Belief, Religion, and the Illusion of Knowledge

Lately, I've been familiar with three ideas. One is from the book God Delusion by Richard Dawkins. He argued that maybe religion is a side effect of other evolutionary traits which enables us to maybe work as a team. Then Yuval Noah Harari introduced me to the knowledge illusion in his book 21 Lessons for the 21st Century, which enable us to believe to know something which we don't know personally but is known to someone somewhere. And in Denial of Death Ernest Becker explained that Sigmund Freud did a great work on how people rather blindly follow people in a book (I have to read that). It is their urge to follow someone, to feel secure, like in the arms of their parents.

Now, I wonder, are they somehow connected in the depth of our biology?

Upon further inspection, it feels like faith has some obvious biological dependencies. Our larger neocortex allows us to be more social. It also allows us to mentalize deeply nested ideas:

Intentionality level Possible statements of belief Form of religion
1st I believe that [rain is falling] not possible
2nd I believe that you think [rain is falling] not possible
3rd I believe that you think that God exists [in a transcendental world] religious fact
4th I believe that you think that God exists and intends to punish us personal religion
5th I believe that you think that we both know that God exists and intends to punish us communal religion

From the 3rd level onwards, it allows us to have religious faith. But, faiths by themselves are memes having their courses through generations by non-biological means. Although knowledge illusion and group psychology explain why someone will believe in a specific dogma in the first place, the belief that knowledge illusion invokes is different from the faith that religious experience brings in. Faith is more akin to schizophrenia than communal belief.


* [EXERCISE BRIEF] Reproduce the complete set of records exactly. No picture is to appear in the copy.
───── DATASET
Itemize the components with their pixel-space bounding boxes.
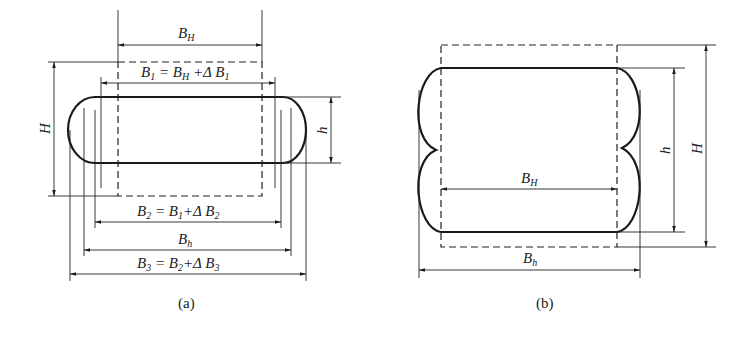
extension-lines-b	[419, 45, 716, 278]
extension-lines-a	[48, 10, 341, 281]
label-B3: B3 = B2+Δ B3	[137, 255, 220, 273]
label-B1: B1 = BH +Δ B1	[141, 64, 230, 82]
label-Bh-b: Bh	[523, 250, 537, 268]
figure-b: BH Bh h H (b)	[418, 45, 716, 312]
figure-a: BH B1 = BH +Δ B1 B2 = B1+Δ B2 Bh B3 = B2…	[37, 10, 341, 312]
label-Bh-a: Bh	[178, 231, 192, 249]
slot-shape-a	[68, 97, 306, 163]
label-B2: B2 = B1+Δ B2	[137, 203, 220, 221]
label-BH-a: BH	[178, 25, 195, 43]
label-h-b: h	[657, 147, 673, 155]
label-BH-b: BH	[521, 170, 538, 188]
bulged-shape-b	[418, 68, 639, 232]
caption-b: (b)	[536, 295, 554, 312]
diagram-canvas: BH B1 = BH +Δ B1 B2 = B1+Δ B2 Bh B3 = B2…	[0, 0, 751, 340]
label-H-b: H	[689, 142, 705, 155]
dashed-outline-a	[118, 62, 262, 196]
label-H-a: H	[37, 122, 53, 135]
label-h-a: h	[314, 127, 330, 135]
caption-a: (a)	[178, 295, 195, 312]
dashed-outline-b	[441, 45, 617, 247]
──────────
* [RESPONSE AREA]
Itemize the components with their pixel-space bounding boxes.
extension-lines-b	[419, 45, 716, 278]
extension-lines-a	[48, 10, 341, 281]
label-B3: B3 = B2+Δ B3	[137, 255, 220, 273]
label-B1: B1 = BH +Δ B1	[141, 64, 230, 82]
label-Bh-b: Bh	[523, 250, 537, 268]
figure-b: BH Bh h H (b)	[418, 45, 716, 312]
figure-a: BH B1 = BH +Δ B1 B2 = B1+Δ B2 Bh B3 = B2…	[37, 10, 341, 312]
label-Bh-a: Bh	[178, 231, 192, 249]
slot-shape-a	[68, 97, 306, 163]
label-B2: B2 = B1+Δ B2	[137, 203, 220, 221]
label-BH-a: BH	[178, 25, 195, 43]
label-h-b: h	[657, 147, 673, 155]
label-BH-b: BH	[521, 170, 538, 188]
bulged-shape-b	[418, 68, 639, 232]
caption-b: (b)	[536, 295, 554, 312]
diagram-canvas: BH B1 = BH +Δ B1 B2 = B1+Δ B2 Bh B3 = B2…	[0, 0, 751, 340]
label-H-b: H	[689, 142, 705, 155]
dashed-outline-a	[118, 62, 262, 196]
label-H-a: H	[37, 122, 53, 135]
label-h-a: h	[314, 127, 330, 135]
caption-a: (a)	[178, 295, 195, 312]
dashed-outline-b	[441, 45, 617, 247]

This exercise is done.